I woke up this morning with a pounding headache. My little Emily asked, “Mama, why do you have a headache?” I explained to her that I get headaches due to a number of causes…low humidity, stress, sleeping with too many pillows or with my head in the wrong position, and if I have too much chocolate or caffeine.

I couldn’t tell you what the reason was today. There was low humidity, but hubby got the humidifiers all pumping away this morning. I fell asleep with two pillows instead of one under my head and I’ve had more than my fair share of stress recently. So who knows?

In any case, I couldn’t bring myself to eat until the pain subsided to a manageable level (about 1/2 an hour ago) and I fixed bacon and eggs and sat down to eat breakfast while I continued to read Stephen King’s “On Writing.”

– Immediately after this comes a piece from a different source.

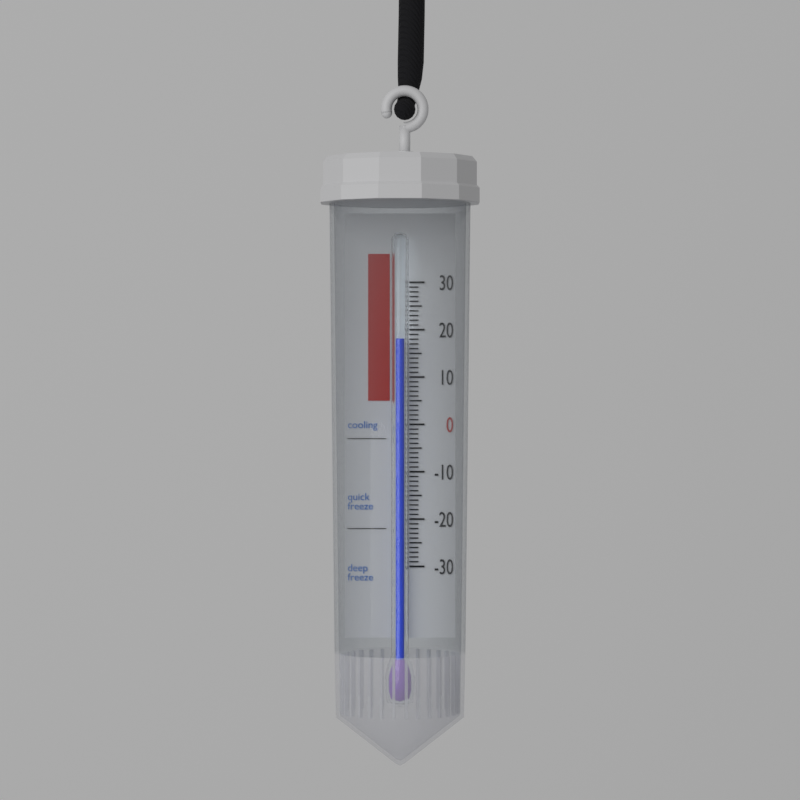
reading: 18 (no unit)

Something he said, or perhaps my emotional state, which is often threadbare when I am in pain, brought the tears to my eyes.

He wrote, “You must not come lightly to the blank page.”

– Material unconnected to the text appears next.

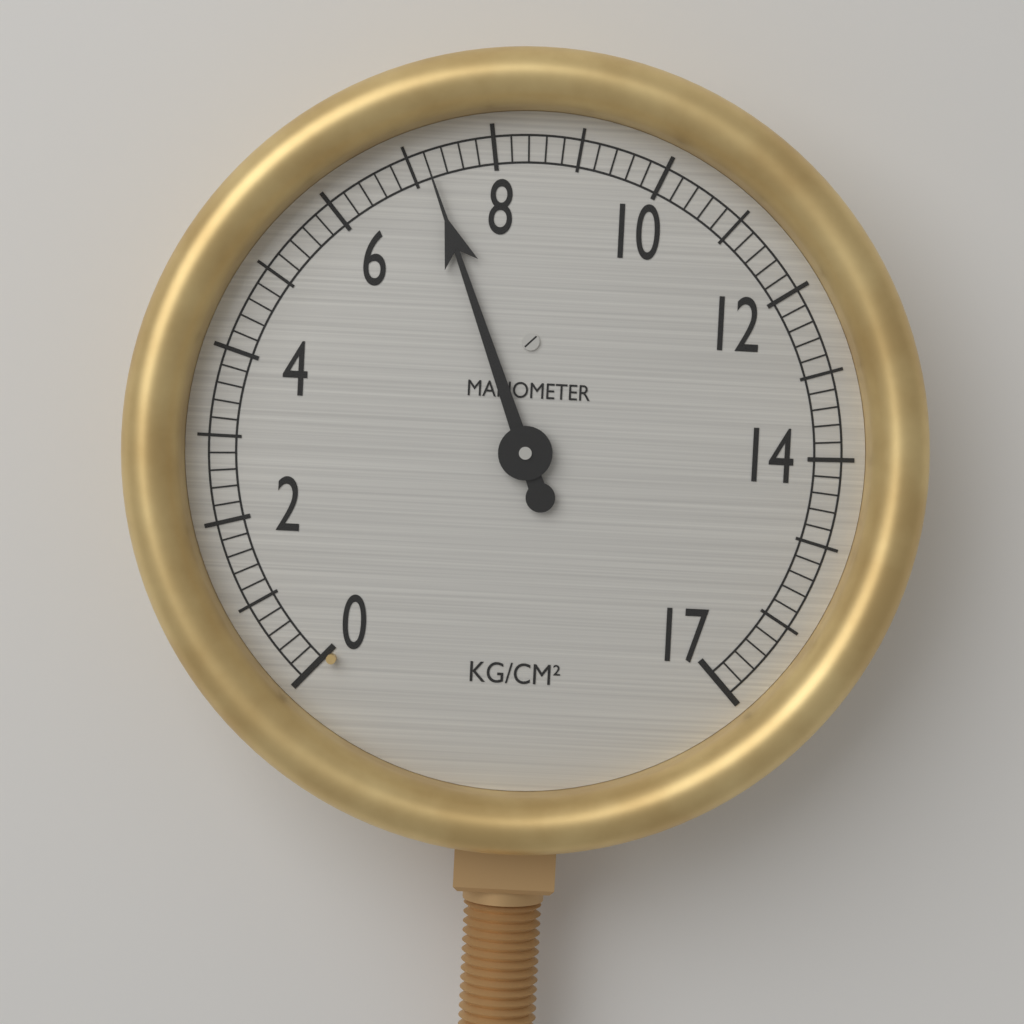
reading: 7.2 kg/cm²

As I write this, I feel the tears and emotion gathering again. I know my brain is still hurting, and that makes me vulnerable, but I think that the words too are incredibly powerful. The concept of “not coming lightly” to your life or your life’s work strikes a chord deep inside.

In “Handed My Own Life” Annie Dillard writes that we “do what we do out of our private passion for the thing itself” which, to me, says much the same thing as King is relaying.

Approach your dreams with focus and intensity and dedication. This is not a test run, it is not a “gee, I guess I’ll try it”…this is your life!

What is it that you want from your life?

What is it that you want more than anything?

Close your eyes. Visualize it. Imagine yourself in the future you so desperately want.

You must not come lightly to that future.